A Higher-Level Review (HLR) is a senior reviewer’s second look at the existing record. By rule, no new evidence is allowed in an HLR; the reviewer decides on the same evidence the original rater saw. HLR is the right lane when the veteran believes the prior decision contained a clear error of fact or law on the existing record — for example, a misread C&P exam, a missed presumption, or a mistakenly applied diagnostic code.

A Supplemental Claim is the right lane when there is something new to add. The two lanes are not mutually exclusive across a claim’s lifetime: a denial after an HLR can be followed by a Supplemental Claim if new evidence later emerges, and a denial after a Supplemental Claim can be followed by an HLR on the new record. Veterans choose between lanes case by case, and our appeal path selector walks through the trade-offs.

Supplemental Claim vs. Board Appeal

A Board Appeal sends the case directly to the Board of Veterans’ Appeals for review by a Veterans Law Judge. There are three Board dockets: Direct Review (no new evidence, no hearing), Evidence Submission (new evidence allowed only within 90 days of the Notice of Disagreement, no hearing), and Hearing (new evidence allowed at the hearing and within 90 days after, with a judge hearing testimony). A Supplemental Claim, by contrast, stays at the Regional Office and has no 90-day cap on evidence submission while the claim is pending.

For most veterans whose primary issue is “I have new evidence,” the Supplemental Claim is the faster and more flexible path. The Board lane is generally chosen when the legal issues are complex, when a hearing before a judge can add value, or when prior Regional Office decisions have not been receptive to the argument on the existing record.
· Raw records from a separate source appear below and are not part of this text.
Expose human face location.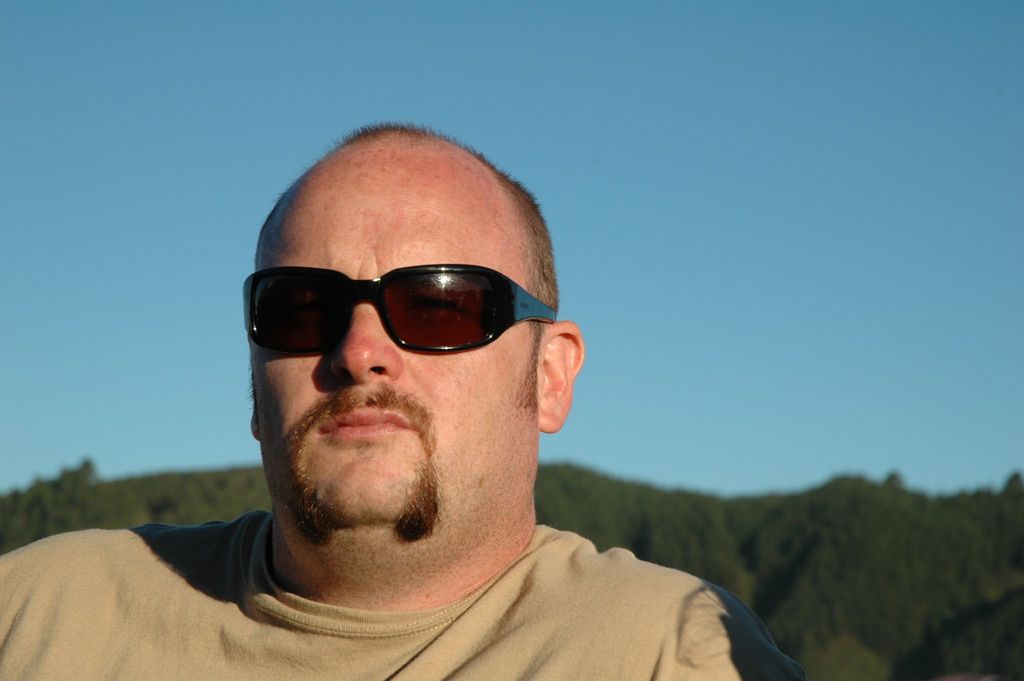
Exposed at <region>253, 138, 545, 527</region>.
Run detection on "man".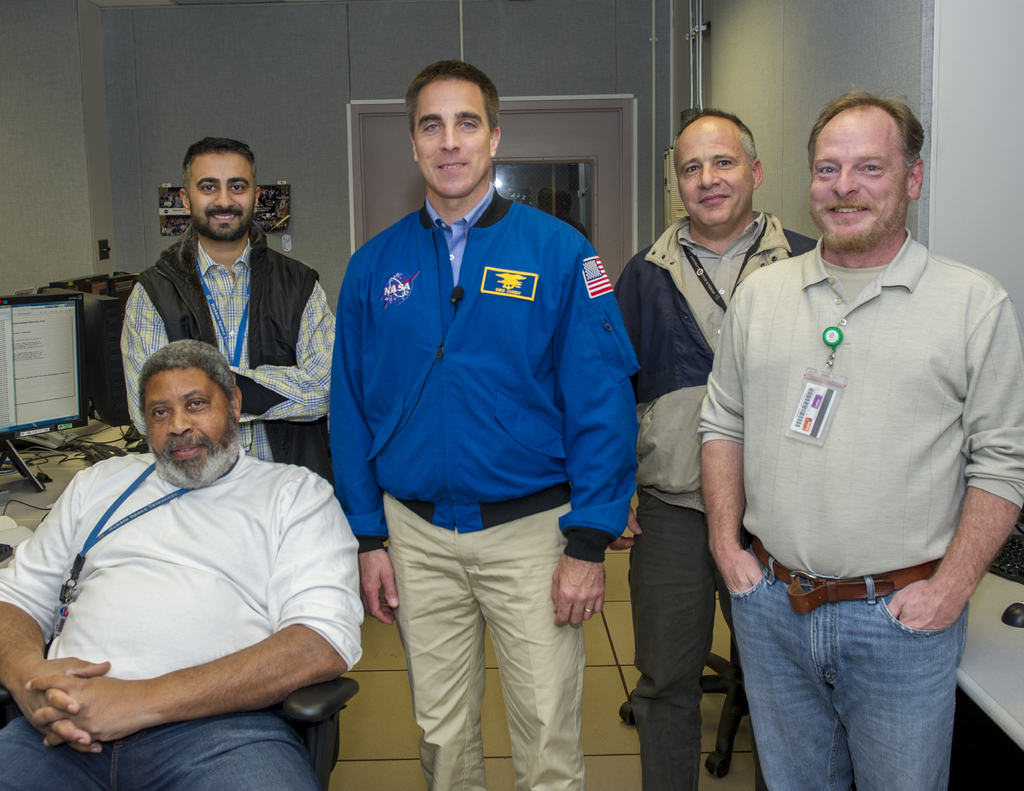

Examples of new and relevant evidence

  • A private medical opinion (private C&P or DBQ). A nexus letter or Disability Benefits Questionnaire from a private provider that the original rater did not have can support service connection or a higher rating.
  • A buddy statement describing a previously unmentioned event.A fellow service member’s account of an incident that was not in the original record can corroborate in-service occurrence — especially useful for stressor-based or unwitnessed-injury claims.
  • Private treatment records VA never obtained. Records from a civilian hospital, urgent care, or specialist that were not retrieved during the prior claim count as new evidence once they enter the file.
  • Treatment records that post-date the prior decision. Newer VA or private records showing continuing treatment, worsened symptoms, or a clearer diagnosis are categorically new because they did not exist when VA decided the prior claim.
  • Service records or unit histories not previously associated with the file. Personnel records, performance evaluations, or unit-history documents that establish exposure, location, or duties can fill gaps the original rater identified.

Possible outcomes — and what comes next

A Supplemental Claim decision can grant the benefit in full, grant in part (for example, raise a rating but not as high as requested), or deny. There is no statutory limit on how many Supplemental Claims a veteran can file on the same issue, provided each filing identifies new and relevant evidence; a denial is not the end of the road. After a Supplemental Claim denial, a veteran can file another Supplemental Claim (with different new evidence), pivot to a Higher-Level Review on the new record, or take the issue to the Board.

The strategic point is that the AMA lanes interlock: each decision opens its own one-year window for the next lane, and effective dates can carry through if the issue stays “continuously pursued.” Tracking those windows is one of the highest-leverage things a veteran or representative does after a decision arrives.

Where VBN fits — and where it does not

Veterans Benefits Navigator does not file claims, provide legal advice, or represent veterans before VA (38 U.S.C. § 5904). For filing assistance, consider a VSO, CVSO, or VA-accredited attorney. The pages on this site are educational; they explain what the regulations say and how the lanes work so the conversation with an accredited representative starts further along. If you are weighing a Supplemental Claim against the other two lanes, the appeal comparison and appeal path selector lay the trade-offs out side by side.